Hands off, glasses on

So, about that particular “Jesus and Mo” cartoon I mentioned here and in class yesterday, the one I like to use to introduce the free will/divine foreknowledge problem, the one a couple of students thought contrary to the spirit of cosmopolitan “citizen of the cosmos” acceptance of difference we’d been discussing in connection with Anthony Appiah’s PB interview

Maryam Namazie has some thoughts on standing by our Author.

Some atheists are not happy with One Law for All’s use of the Jesus and Mo cartoon on leaflets to promote the 11 February Day in defence of free expression [in the UK]. They feel that since the Jesus and Mo cartoons have been deemed offensive, it is best not to use them.

But that’s the whole point isn’t it? We’re rallying in order to say that the right to offend is part of free expression. No one needs to rally for inoffensive speech, do they?

Free expression is a big part of the point, and offense is something one can choose not to take.

But the issue for me is not about whatever “insult” might attend the scenario of cartoon caricatures depicted in bed, reading and talking. Author’s simply reminding us that the Abrahamic faiths have a great deal more in common than  their fervent partisans want to admit.

No, the issue is really to do with whether we’re up for an open exploration of ideas, diversity, and “the value of different points of view.”

The man who has not read is like the man who has not traveled — he is not an intelligent critic, for he has nothing with which to compare what falls within the little circle of his experiences… That to which we are accustomed we accept uncritically and unreflectively. It is difficult for us to see it somewhat as one might see it to whom it came as a new experience. George Fullerton

When we read a text or gaze at an image that makes us uncomfortable or angry or hurt, we’re broadening the circle of our experience. We’re “traveling” to the land of someone else’s consciousness, someone else’s way of seeing. If I can invoke one more metaphor, we’re putting on and viewing the world through someone else’s glasses.

And that’s what I try to do in my philosophy classes: get everybody talking, swapping glasses, seeing things as others see them.

You don’t believe in god? Slip on the Augustine or Anselm or Descartes- Rx lenses: clearer or fuzzier? Think you’re essentially an immaterial spirit? Take a gander through these Hobbes specs: matter in motion, finely resolved.

You believe in god? Here, Julia Sweeney, try the no-god glasses for a second.

…Let’s just try on the not-believing-in-God glasses for a moment, just for a second. Just put on the no-God glasses and take a quick look around and then immediately throw them off. So I put them on and I looked around.

I’m embarrassed to report that I initially felt dizzy. I actually had the thought, “Well, how does the Earth stay up in the sky? You mean, we’re just hurtling through space? That’s so vulnerable!” I wanted to run out and catch the earth as it fell out of space into my hands.

And then I thought, “Oh yeah, gravity and angular momentum is gonna keep us revolving around the sun for probably a really long time.” Then I thought, “What’s going to stop me from just, rushing out and murdering people?” And I had to walk myself through it, why are we ethical? Well, because we have to be. We’re social animals. We’re extremely complex social animals. We evolved a moral sense, like an aversion to wanton murder, in order for communities to exist. Because communities help us survive better in much bigger numbers. And eventually we codified these internal evolved ethics inside of us into laws against things like wanton murder. So… I guess that’s why I won’t be rushing out and murdering people! …[Begins at 1:32]

The aim is not uniform vision or a permanent “correction,” necessarily, just a momentary glimpse of insight that may eventually improve our mutual understanding and lessen the tension and mistrust between us.  It may make us slightly less blind to one another’s various ways of seeing and being in the world.

Guess who said this?

And now what is the result of all these considerations and quotations? It is negative in one sense, but positive in another. It absolutely forbids us to be forward in pronouncing on the meaninglessness of forms of existence other than our own; and it commands us to tolerate, respect, and indulge those whom we see harmlessly interested and happy in their own ways, however unintelligible these may be to us.

Hands off: neither the whole of truth nor the whole of good is revealed to any single observer, although each observer gains a partial superiority of insight from the peculiar position in which he stands. “On a Certain Blindness in Human Beings

No, not Monty Python.

Now… ready to try the google glasses?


### What to produce
Return all of the entries, keeping every word and mark as it is.

(Records provided)

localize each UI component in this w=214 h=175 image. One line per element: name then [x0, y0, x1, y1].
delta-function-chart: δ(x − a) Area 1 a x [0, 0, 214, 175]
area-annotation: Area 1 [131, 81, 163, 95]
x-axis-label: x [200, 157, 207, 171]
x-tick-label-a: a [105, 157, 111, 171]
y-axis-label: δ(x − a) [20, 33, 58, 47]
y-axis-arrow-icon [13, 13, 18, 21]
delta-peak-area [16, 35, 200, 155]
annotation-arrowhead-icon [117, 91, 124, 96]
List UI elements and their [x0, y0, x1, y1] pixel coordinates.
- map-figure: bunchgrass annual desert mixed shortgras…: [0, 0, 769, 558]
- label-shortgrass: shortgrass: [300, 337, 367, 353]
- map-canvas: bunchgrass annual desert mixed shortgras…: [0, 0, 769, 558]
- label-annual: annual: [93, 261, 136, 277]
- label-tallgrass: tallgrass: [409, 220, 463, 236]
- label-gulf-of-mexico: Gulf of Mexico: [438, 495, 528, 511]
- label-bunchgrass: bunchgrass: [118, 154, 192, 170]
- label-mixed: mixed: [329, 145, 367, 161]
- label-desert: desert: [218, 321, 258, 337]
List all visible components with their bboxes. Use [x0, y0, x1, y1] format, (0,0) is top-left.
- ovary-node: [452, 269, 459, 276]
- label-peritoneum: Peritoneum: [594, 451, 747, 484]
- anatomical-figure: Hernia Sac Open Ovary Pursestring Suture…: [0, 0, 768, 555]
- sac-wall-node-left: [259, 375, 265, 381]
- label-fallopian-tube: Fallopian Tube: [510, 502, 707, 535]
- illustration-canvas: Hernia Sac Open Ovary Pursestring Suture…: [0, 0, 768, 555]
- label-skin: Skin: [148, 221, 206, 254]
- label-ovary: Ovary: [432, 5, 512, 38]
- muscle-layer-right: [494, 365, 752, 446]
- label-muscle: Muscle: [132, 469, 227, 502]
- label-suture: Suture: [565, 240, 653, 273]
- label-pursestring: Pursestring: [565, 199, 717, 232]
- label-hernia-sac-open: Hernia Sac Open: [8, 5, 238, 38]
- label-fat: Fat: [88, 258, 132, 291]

(End Records provided)

### Exercise result
localize each UI component in this w=214 h=175 image. One line per element: name then [x0, y0, x1, y1].
delta-function-chart: δ(x − a) Area 1 a x [0, 0, 214, 175]
area-annotation: Area 1 [131, 81, 163, 95]
x-axis-label: x [200, 157, 207, 171]
x-tick-label-a: a [105, 157, 111, 171]
y-axis-label: δ(x − a) [20, 33, 58, 47]
y-axis-arrow-icon [13, 13, 18, 21]
delta-peak-area [16, 35, 200, 155]
annotation-arrowhead-icon [117, 91, 124, 96]
List UI elements and their [x0, y0, x1, y1] pixel coordinates.
- map-figure: bunchgrass annual desert mixed shortgras…: [0, 0, 769, 558]
- label-shortgrass: shortgrass: [300, 337, 367, 353]
- map-canvas: bunchgrass annual desert mixed shortgras…: [0, 0, 769, 558]
- label-annual: annual: [93, 261, 136, 277]
- label-tallgrass: tallgrass: [409, 220, 463, 236]
- label-gulf-of-mexico: Gulf of Mexico: [438, 495, 528, 511]
- label-bunchgrass: bunchgrass: [118, 154, 192, 170]
- label-mixed: mixed: [329, 145, 367, 161]
- label-desert: desert: [218, 321, 258, 337]
List all visible components with their bboxes. Use [x0, y0, x1, y1] format, (0,0) is top-left.
- ovary-node: [452, 269, 459, 276]
- label-peritoneum: Peritoneum: [594, 451, 747, 484]
- anatomical-figure: Hernia Sac Open Ovary Pursestring Suture…: [0, 0, 768, 555]
- sac-wall-node-left: [259, 375, 265, 381]
- label-fallopian-tube: Fallopian Tube: [510, 502, 707, 535]
- illustration-canvas: Hernia Sac Open Ovary Pursestring Suture…: [0, 0, 768, 555]
- label-skin: Skin: [148, 221, 206, 254]
- label-ovary: Ovary: [432, 5, 512, 38]
- muscle-layer-right: [494, 365, 752, 446]
- label-muscle: Muscle: [132, 469, 227, 502]
- label-suture: Suture: [565, 240, 653, 273]
- label-pursestring: Pursestring: [565, 199, 717, 232]
- label-hernia-sac-open: Hernia Sac Open: [8, 5, 238, 38]
- label-fat: Fat: [88, 258, 132, 291]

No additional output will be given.